Geraldine Amiel and Pooi Koon Chong
Bloomberg
February 5, 2016
French financial prosecutors said they have started a formal probe into whether bribes were paid by Thales SA officials to secure the sale in 2002 of two submarines to Malaysia for more than $1.2 billion.
Prosecutors placed former Thales International Asia President Bernard Baiocco under investigation for “active corruption of foreign governmental officials” and are seeking to determine if “kickbacks” were used to win the contract, a spokesman for the French national prosecutor’s office said Friday, asking to remain anonymous in line with office policy.
Malaysian Prime Minister Najib Razak, who was defense minister in 2002, is a suspect in the case, a French official said, asking not to be named because of the sensitivity of the investigation. The Financial Times reported earlier that Najib is suspected of receiving one of the bribes, along with his associate Abdul Razak Baginda.
Najib’s office said the allegations were “baseless smears for political gain.”
“The reality is that there was absolutely no wrongdoing on the prime minister’s part in the government’s purchase of the submarines,” a spokesman for Najib said Friday in an e-mail. “Absolutely no payments ever benefited him.”
Neither Baiocco nor his lawyer, Jean-Yves Le Borgne, could be immediately reached to comment. Thales’s head of communications, Matt Pothecary, said the company didn’t comment on legal cases. Abdul Razak Baginda couldn’t immediately be reached.
Najib has faced a series of scandals for more than seven months. Malaysia’s attorney general last week cleared Najib of wrongdoing in receiving a $681 million personal donation from the Saudi Arabian royal family in 2013, as well as money from a company linked to debt-ridden government investment fund 1Malaysia Development Bhd., or 1MDB. Of the Saudi funds, $620 million was later returned.
Last month the Swiss Attorney General’s office said a probe of 1MDB revealed “serious indications” that about $4 billion may have been misappropriated from state companies in the Southeast Asian nation, and some former public officials had funds transferred to Swiss accounts. Najib is “not one of the public officials under accusation,” it said.
Singapore said Monday, in response to queries on 1MDB, that it had seized a “large number” of bank accounts in connection with possible money-laundering carried out in the country.
Najib’s office said Friday that similar French probes were conducted into defense contracts with Taiwan and India, adding the premier has never been contacted by the French judges leading the investigation.
The French formal probe follows a complaint made in 2009 by the Malaysian human rights NGO Suaram, according to the organization’s website.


■ WORK ORDER: No line of the records may be dropped; print them all again exactly.

■ DATA FOR THE TASK:
-- Opening Marker --
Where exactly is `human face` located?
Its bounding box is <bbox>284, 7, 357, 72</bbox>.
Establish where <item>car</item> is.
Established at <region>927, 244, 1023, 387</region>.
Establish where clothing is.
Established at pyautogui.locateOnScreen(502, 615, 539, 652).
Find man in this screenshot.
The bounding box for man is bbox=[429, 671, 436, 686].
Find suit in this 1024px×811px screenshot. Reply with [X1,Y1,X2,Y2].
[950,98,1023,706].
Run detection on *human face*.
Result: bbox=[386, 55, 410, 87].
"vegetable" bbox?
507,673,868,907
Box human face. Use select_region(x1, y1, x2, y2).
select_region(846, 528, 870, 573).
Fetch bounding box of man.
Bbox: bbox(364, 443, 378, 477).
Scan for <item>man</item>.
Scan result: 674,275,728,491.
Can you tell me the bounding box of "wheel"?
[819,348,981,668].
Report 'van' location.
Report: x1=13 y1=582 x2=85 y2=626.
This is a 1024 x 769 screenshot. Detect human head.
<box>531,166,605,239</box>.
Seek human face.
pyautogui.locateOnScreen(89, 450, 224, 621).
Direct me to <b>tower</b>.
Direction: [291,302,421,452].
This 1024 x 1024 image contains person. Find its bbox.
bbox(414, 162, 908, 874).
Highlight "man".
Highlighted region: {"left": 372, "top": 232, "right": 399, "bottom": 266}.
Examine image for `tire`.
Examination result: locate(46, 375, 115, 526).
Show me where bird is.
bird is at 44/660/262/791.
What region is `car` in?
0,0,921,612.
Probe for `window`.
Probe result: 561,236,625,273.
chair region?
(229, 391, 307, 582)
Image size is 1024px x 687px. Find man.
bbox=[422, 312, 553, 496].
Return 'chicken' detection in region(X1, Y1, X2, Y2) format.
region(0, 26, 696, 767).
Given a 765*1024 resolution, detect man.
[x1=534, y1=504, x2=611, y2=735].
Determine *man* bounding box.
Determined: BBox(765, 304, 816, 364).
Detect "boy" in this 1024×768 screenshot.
-- Closing Marker --
■ ANSWER BOX:
Where exactly is `human face` located?
Its bounding box is <bbox>284, 7, 357, 72</bbox>.
Establish where <item>car</item> is.
Established at <region>927, 244, 1023, 387</region>.
Establish where clothing is.
Established at pyautogui.locateOnScreen(502, 615, 539, 652).
Find man in this screenshot.
The bounding box for man is bbox=[429, 671, 436, 686].
Find suit in this 1024px×811px screenshot. Reply with [X1,Y1,X2,Y2].
[950,98,1023,706].
Run detection on *human face*.
Result: bbox=[386, 55, 410, 87].
"vegetable" bbox?
507,673,868,907
Box human face. Use select_region(x1, y1, x2, y2).
select_region(846, 528, 870, 573).
Fetch bounding box of man.
Bbox: bbox(364, 443, 378, 477).
Scan for <item>man</item>.
Scan result: 674,275,728,491.
Can you tell me the bounding box of "wheel"?
[819,348,981,668].
Report 'van' location.
Report: x1=13 y1=582 x2=85 y2=626.
This is a 1024 x 769 screenshot. Detect human head.
<box>531,166,605,239</box>.
Seek human face.
pyautogui.locateOnScreen(89, 450, 224, 621).
Direct me to <b>tower</b>.
Direction: [291,302,421,452].
This 1024 x 1024 image contains person. Find its bbox.
bbox(414, 162, 908, 874).
Highlight "man".
Highlighted region: {"left": 372, "top": 232, "right": 399, "bottom": 266}.
Examine image for `tire`.
Examination result: locate(46, 375, 115, 526).
Show me where bird is.
bird is at 44/660/262/791.
What region is `car` in?
0,0,921,612.
Probe for `window`.
Probe result: 561,236,625,273.
chair region?
(229, 391, 307, 582)
Image size is 1024px x 687px. Find man.
bbox=[422, 312, 553, 496].
Return 'chicken' detection in region(X1, Y1, X2, Y2) format.
region(0, 26, 696, 767).
Given a 765*1024 resolution, detect man.
[x1=534, y1=504, x2=611, y2=735].
Determine *man* bounding box.
Determined: BBox(765, 304, 816, 364).
Detect "boy" in this 1024×768 screenshot.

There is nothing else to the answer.